I want to close my affirmation of historical education by quoting three perspectives from past and present writers. The first is David Walker, the nineteenth-century African American abolitionist and political activist who was born in Wilmington, NC to a free mother and enslaved father– and who eventually settled as a free man in Boston. In 1829, he published the important abolitionist text Appeal to the Coloured Citizens of the World, which firmly asserted that historical knowledge was a powerful weapon in the struggle for freedom. “I pray that the Lord may undeceive my ignorant brethren, and permit them to… seek after the substance of learning,” he wrote. If oppressed people gained such knowledge, it could never be destroyed by tyrannical oppressors. “For colored people to acquire learning in this country,” he went on to explain, “makes tyrants quake and tremble on their sandy foundation.” After Walker published his book, the North Carolina legislature passed a law that banned the circulation of all abolitionist publications in our state. Historians know that such bans on free speech or on the distribution of specific theories, texts, and historical arguments in our schools have often reappeared at transitional moments in our state’s history; and the imposition of such bans from David Walker’s era to our own time suggests that the struggles for truthful historical education and strong democratic institutions are always connected.

The links between democracy and a vibrant humanistic and historical education have also been described by the contemporary American philosopher Martha Nussbaum in her book Not for Profit: Why Democracy Needs the Humanities (first published in 2010). “The humanities and arts provide skills that are essential to keep democracy healthy,” Nussbaum writes, but we’re now facing a crisis because “systems of education are heedlessly discarding skills that are needed to keep democracies alive. If this trend continues, nations all over the world will soon be producing generations of useful machines, rather than complete citizens who can think for themselves, criticize tradition, and understand the significance of another person’s sufferings and achievements. The future of the world’s democracies hangs in the balance.” Nussbaum’s warnings from 2010 may well be even more relevant for you who are graduating in the class of 2021.

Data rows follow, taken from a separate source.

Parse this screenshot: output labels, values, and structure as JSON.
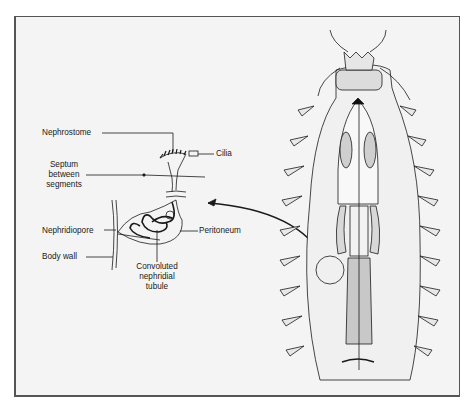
{
  "figure": {
    "type": "anatomical-diagram",
    "labels": {
      "nephrostome": "Nephrostome",
      "cilia": "Cilia",
      "septum_line1": "Septum",
      "septum_line2": "between",
      "septum_line3": "segments",
      "nephridiopore": "Nephridiopore",
      "peritoneum": "Peritoneum",
      "body_wall": "Body wall",
      "tubule_line1": "Convoluted",
      "tubule_line2": "nephridial",
      "tubule_line3": "tubule"
    },
    "colors": {
      "background": "#f4f4f4",
      "ink": "#1a1a1a",
      "frame": "#555555"
    }
  }
}
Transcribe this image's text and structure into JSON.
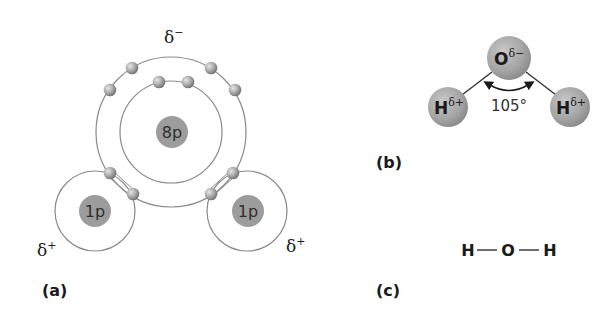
{
  "figure": {
    "panel_a": {
      "label": "(a)",
      "oxygen_nucleus": "8p",
      "hydrogen_nuclei": [
        "1p",
        "1p"
      ],
      "charge_top": "δ",
      "charge_top_sign": "−",
      "charge_left": "δ",
      "charge_left_sign": "+",
      "charge_right": "δ",
      "charge_right_sign": "+",
      "electron_count": 10
    },
    "panel_b": {
      "label": "(b)",
      "oxygen": "O",
      "oxygen_charge": "δ−",
      "hydrogen_left": "H",
      "hydrogen_left_charge": "δ+",
      "hydrogen_right": "H",
      "hydrogen_right_charge": "δ+",
      "bond_angle": "105°"
    },
    "panel_c": {
      "label": "(c)",
      "atoms": [
        "H",
        "O",
        "H"
      ]
    }
  },
  "colors": {
    "orbit": "#8a8a8a",
    "nucleus": "#9c9c9c",
    "sphere": "#a6a6a6",
    "text": "#1a1a1a"
  }
}
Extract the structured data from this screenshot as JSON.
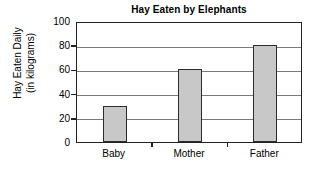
{
  "chart_data": {
    "type": "bar",
    "title": "Hay Eaten by Elephants",
    "xlabel": "",
    "ylabel_lines": [
      "Hay Eaten Daily",
      "(in kilograms)"
    ],
    "ylabel": "Hay Eaten Daily (in kilograms)",
    "categories": [
      "Baby",
      "Mother",
      "Father"
    ],
    "values": [
      30,
      60,
      80
    ],
    "yticks": [
      0,
      20,
      40,
      60,
      80,
      100
    ],
    "ytick_labels": [
      "0",
      "20",
      "40",
      "60",
      "80",
      "100"
    ],
    "ylim": [
      0,
      100
    ],
    "grid": true,
    "legend": false,
    "bar_color": "#c8c8c8",
    "bar_edge_color": "#2b2b2b",
    "gridline_color": "#7a7a7a",
    "frame_color": "#222222",
    "background_color": "#ffffff"
  }
}
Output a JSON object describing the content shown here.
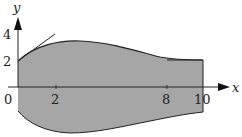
{
  "figure": {
    "axes": {
      "x_label": "x",
      "y_label": "y",
      "origin_label": "0",
      "x_ticks": [
        "2",
        "8",
        "10"
      ],
      "y_ticks": [
        "2",
        "4"
      ]
    },
    "region": {
      "description": "Shaded region between an upper curve and a lower curve from x=0 to x=10",
      "fill_color": "#a6a6a6",
      "stroke_color": "#222222",
      "upper_curve_points": [
        [
          0,
          2
        ],
        [
          2,
          3.3
        ],
        [
          4,
          3.6
        ],
        [
          6,
          3.2
        ],
        [
          8,
          2.15
        ],
        [
          10,
          2.0
        ]
      ],
      "lower_curve_points": [
        [
          0,
          -1.4
        ],
        [
          2,
          -2.1
        ],
        [
          4,
          -2.3
        ],
        [
          6,
          -2.2
        ],
        [
          8,
          -1.9
        ],
        [
          10,
          -1.8
        ]
      ]
    },
    "annotations": {
      "tangent_at_x0": "Tangent line to upper curve at (0,2)",
      "tangent_at_x10": "Horizontal tangent line near x=8..10 at y=2"
    }
  }
}
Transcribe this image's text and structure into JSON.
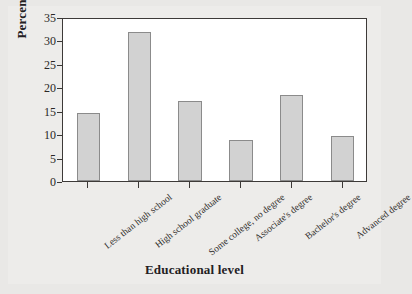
{
  "chart_data": {
    "type": "bar",
    "title": "",
    "xlabel": "Educational level",
    "ylabel": "Percentage",
    "categories": [
      "Less than high school",
      "High school graduate",
      "Some college, no degree",
      "Associate's degree",
      "Bachelor's degree",
      "Advanced degree"
    ],
    "values": [
      14.5,
      31.8,
      17.1,
      8.8,
      18.4,
      9.7
    ],
    "ylim": [
      0,
      35
    ],
    "yticks": [
      0,
      5,
      10,
      15,
      20,
      25,
      30,
      35
    ],
    "ytick_labels": [
      "0",
      "5",
      "10",
      "15",
      "20",
      "25",
      "30",
      "35"
    ],
    "grid": false,
    "legend": false,
    "legend_position": "none",
    "bar_fill_color": "#d2d2d2",
    "bar_edge_color": "#8b8b8b",
    "frame_color": "#3d3a38",
    "plot_background": "#ffffff",
    "figure_background": "#e9e8e6"
  }
}
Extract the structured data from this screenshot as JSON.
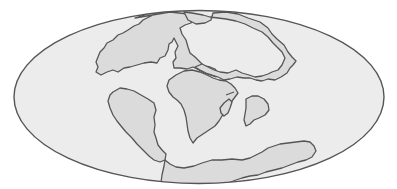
{
  "diagram": {
    "type": "paleogeographic-world-map",
    "projection": "elliptical (Mollweide-style)",
    "labels": [],
    "colors": {
      "background": "#ffffff",
      "ocean": "#ececec",
      "land": "#dbdbdb",
      "outline": "#555555"
    },
    "landmasses": [
      {
        "name": "north-america-laurentia"
      },
      {
        "name": "eurasia"
      },
      {
        "name": "africa"
      },
      {
        "name": "south-america"
      },
      {
        "name": "india"
      },
      {
        "name": "madagascar"
      },
      {
        "name": "antarctica-australia"
      }
    ]
  }
}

Finally, I want to note the wise perspectives of the poet Amanda Gorman, whose poem “The Hill We Climb” reaffirmed the historical value of democracy at the presidential inauguration ceremony as you began your final semester at UNC. Gorman described a great historical arc of democracy and democratic aspirations when she wrote:

“It’s because being American is more than a pride we inherit.
It’s the past we step into and how we repair it.
We’ve seen a force that would shatter our nation, rather than
share it.
Would destroy our country if it meant delaying democracy….
But while democracy can be periodically delayed, it can never be permanently defeated.
In this truth, in this faith we trust, for while we have our eyes on the future, history has its eyes on us.”

So I conclude my celebration of your historical knowledge and your academic achievements by emphasizing the importance of your future work as well as the significance of the historical studies you’ve completed. You’re leaving UNC as history majors who are exceptionally well prepared to advance in your professional work and to find wise perspectives amid the inevitable ups and downs that will create your own life history in the years to come.

But you’re also historically minded participants in American democracy, and you’ll need to take on essential historical tasks as you carry the democratic spirit of past generations and struggles into the public life and institutions of the twenty-first century. It’s a big historical job, but your UNC history professors believe in your talents, respect your knowledge, and admire your ability to shape a better, more democratic society. We’re cheering for you as you leave our department for a wider world, and we hope that your historical understanding will sustain you as you confront and change the challenging situations that lie ahead. Congratulations and best wishes to all of you and to the families who support you!